NIS2 Directive
The EU's updated Network and Information Security directive, expanding cybersecurity obligations to more sectors and imposing stricter incident reporting and management requirements.
What Is NIS2?
The NIS2 Directive (Network and Information Security Directive 2) is an EU regulation that came into force in January 2023, with member states required to transpose it into national law by October 2024. It replaces the original NIS Directive (2016) with significantly broader scope, stricter requirements, and higher penalties.
NIS2 aims to raise the baseline cybersecurity maturity across critical sectors in the EU by imposing concrete obligations on organisations, their management teams, and supply chains.
Who Does NIS2 Apply To?
NIS2 covers a much wider range of sectors than its predecessor, split into two categories:
Essential entities: Energy, transport, banking, financial market infrastructure, health, drinking water, wastewater, digital infrastructure, ICT service management, public administration, space
Important entities: Postal services, waste management, chemicals, food production, manufacturing, digital providers, research organisations
Organisations with 50+ employees or €10M+ annual turnover in these sectors are typically in scope — and the obligations extend to their supply chains.
Key NIS2 Requirements
- Risk management: Implement appropriate technical and organisational cybersecurity measures
- Incident reporting: Report significant incidents to national authorities within 24 hours (early warning) and 72 hours (full notification)
- Supply chain security: Assess and manage the security of your suppliers and service providers
- Management accountability: Senior management can be held personally liable for non-compliance
- Business continuity: Maintain backup, disaster recovery, and crisis management capabilities
Penalties
Fines of up to €10 million or 2% of global annual turnover for essential entities; up to €7 million or 1.4% for important entities.
NIS2 for SMBs
Even if your company isn't directly in scope, your enterprise customers likely are — and NIS2's supply chain provisions mean they will increasingly require security evidence from vendors. Being prepared protects both compliance and commercial relationships.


EXERCISE AIM :: Each line of the data below should be restated exactly, with images left out.

DATA LISTING ::
>>>

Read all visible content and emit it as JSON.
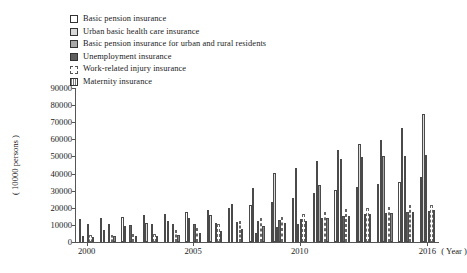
{
  "chart_data": {
    "type": "bar",
    "title": "",
    "xlabel": "( Year )",
    "ylabel": "( 10000 persons )",
    "ylim": [
      0,
      90000
    ],
    "ytick_values": [
      0,
      10000,
      20000,
      30000,
      40000,
      50000,
      60000,
      70000,
      80000,
      90000
    ],
    "ytick_labels": [
      "0",
      "10000",
      "20000",
      "30000",
      "40000",
      "50000",
      "60000",
      "70000",
      "80000",
      "90000"
    ],
    "grid": false,
    "legend_position": "top-left",
    "categories": [
      "2000",
      "2001",
      "2002",
      "2003",
      "2004",
      "2005",
      "2006",
      "2007",
      "2008",
      "2009",
      "2010",
      "2011",
      "2012",
      "2013",
      "2014",
      "2015",
      "2016"
    ],
    "xtick_labels": [
      "2000",
      "2005",
      "2010",
      "2016"
    ],
    "xtick_categories": [
      "2000",
      "2005",
      "2010",
      "2016"
    ],
    "series": [
      {
        "name": "Basic pension insurance",
        "swatch": "s0",
        "bar": "b0",
        "values": [
          13617,
          14183,
          14737,
          15507,
          16353,
          17488,
          18766,
          20137,
          21891,
          23550,
          25707,
          28391,
          30427,
          32218,
          34124,
          35361,
          37930
        ]
      },
      {
        "name": "Urban basic health care insurance",
        "swatch": "s1",
        "bar": "b1",
        "values": [
          3787,
          7286,
          9400,
          10902,
          12404,
          13783,
          15732,
          22311,
          31822,
          40147,
          43263,
          47343,
          53641,
          57073,
          59747,
          66582,
          74839
        ]
      },
      {
        "name": "Basic pension insurance for urban and rural residents",
        "swatch": "s2",
        "bar": "b2",
        "values": [
          0,
          0,
          0,
          0,
          0,
          0,
          0,
          0,
          5171,
          8691,
          10277,
          33218,
          48370,
          49750,
          50107,
          50472,
          50847
        ]
      },
      {
        "name": "Unemployment insurance",
        "swatch": "s3",
        "bar": "b3",
        "values": [
          10408,
          10355,
          10182,
          10373,
          10584,
          10648,
          11187,
          11645,
          12400,
          12715,
          13376,
          14317,
          15225,
          16417,
          17043,
          17326,
          18089
        ]
      },
      {
        "name": "Work-related injury insurance",
        "swatch": "s4",
        "bar": "b4",
        "values": [
          4350,
          4345,
          4406,
          4575,
          6845,
          8478,
          10268,
          12173,
          13787,
          14896,
          16161,
          17696,
          19010,
          19917,
          20639,
          21432,
          21889
        ]
      },
      {
        "name": "Maternity insurance",
        "swatch": "s5",
        "bar": "b5",
        "values": [
          3002,
          3455,
          3488,
          3655,
          4384,
          5408,
          6459,
          7775,
          9254,
          10876,
          12336,
          13892,
          15429,
          16392,
          17039,
          17771,
          18451
        ]
      }
    ]
  },
  "legend": {
    "items": [
      {
        "label": "Basic pension insurance"
      },
      {
        "label": "Urban basic health care insurance"
      },
      {
        "label": "Basic pension insurance for urban and rural residents"
      },
      {
        "label": "Unemployment insurance"
      },
      {
        "label": "Work-related injury insurance"
      },
      {
        "label": "Maternity insurance"
      }
    ]
  }
}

<<<

TASK SOLUTION ::
Read all visible content and emit it as JSON.
{
  "chart_data": {
    "type": "bar",
    "title": "",
    "xlabel": "( Year )",
    "ylabel": "( 10000 persons )",
    "ylim": [
      0,
      90000
    ],
    "ytick_values": [
      0,
      10000,
      20000,
      30000,
      40000,
      50000,
      60000,
      70000,
      80000,
      90000
    ],
    "ytick_labels": [
      "0",
      "10000",
      "20000",
      "30000",
      "40000",
      "50000",
      "60000",
      "70000",
      "80000",
      "90000"
    ],
    "grid": false,
    "legend_position": "top-left",
    "categories": [
      "2000",
      "2001",
      "2002",
      "2003",
      "2004",
      "2005",
      "2006",
      "2007",
      "2008",
      "2009",
      "2010",
      "2011",
      "2012",
      "2013",
      "2014",
      "2015",
      "2016"
    ],
    "xtick_labels": [
      "2000",
      "2005",
      "2010",
      "2016"
    ],
    "xtick_categories": [
      "2000",
      "2005",
      "2010",
      "2016"
    ],
    "series": [
      {
        "name": "Basic pension insurance",
        "swatch": "s0",
        "bar": "b0",
        "values": [
          13617,
          14183,
          14737,
          15507,
          16353,
          17488,
          18766,
          20137,
          21891,
          23550,
          25707,
          28391,
          30427,
          32218,
          34124,
          35361,
          37930
        ]
      },
      {
        "name": "Urban basic health care insurance",
        "swatch": "s1",
        "bar": "b1",
        "values": [
          3787,
          7286,
          9400,
          10902,
          12404,
          13783,
          15732,
          22311,
          31822,
          40147,
          43263,
          47343,
          53641,
          57073,
          59747,
          66582,
          74839
        ]
      },
      {
        "name": "Basic pension insurance for urban and rural residents",
        "swatch": "s2",
        "bar": "b2",
        "values": [
          0,
          0,
          0,
          0,
          0,
          0,
          0,
          0,
          5171,
          8691,
          10277,
          33218,
          48370,
          49750,
          50107,
          50472,
          50847
        ]
      },
      {
        "name": "Unemployment insurance",
        "swatch": "s3",
        "bar": "b3",
        "values": [
          10408,
          10355,
          10182,
          10373,
          10584,
          10648,
          11187,
          11645,
          12400,
          12715,
          13376,
          14317,
          15225,
          16417,
          17043,
          17326,
          18089
        ]
      },
      {
        "name": "Work-related injury insurance",
        "swatch": "s4",
        "bar": "b4",
        "values": [
          4350,
          4345,
          4406,
          4575,
          6845,
          8478,
          10268,
          12173,
          13787,
          14896,
          16161,
          17696,
          19010,
          19917,
          20639,
          21432,
          21889
        ]
      },
      {
        "name": "Maternity insurance",
        "swatch": "s5",
        "bar": "b5",
        "values": [
          3002,
          3455,
          3488,
          3655,
          4384,
          5408,
          6459,
          7775,
          9254,
          10876,
          12336,
          13892,
          15429,
          16392,
          17039,
          17771,
          18451
        ]
      }
    ]
  },
  "legend": {
    "items": [
      {
        "label": "Basic pension insurance"
      },
      {
        "label": "Urban basic health care insurance"
      },
      {
        "label": "Basic pension insurance for urban and rural residents"
      },
      {
        "label": "Unemployment insurance"
      },
      {
        "label": "Work-related injury insurance"
      },
      {
        "label": "Maternity insurance"
      }
    ]
  }
}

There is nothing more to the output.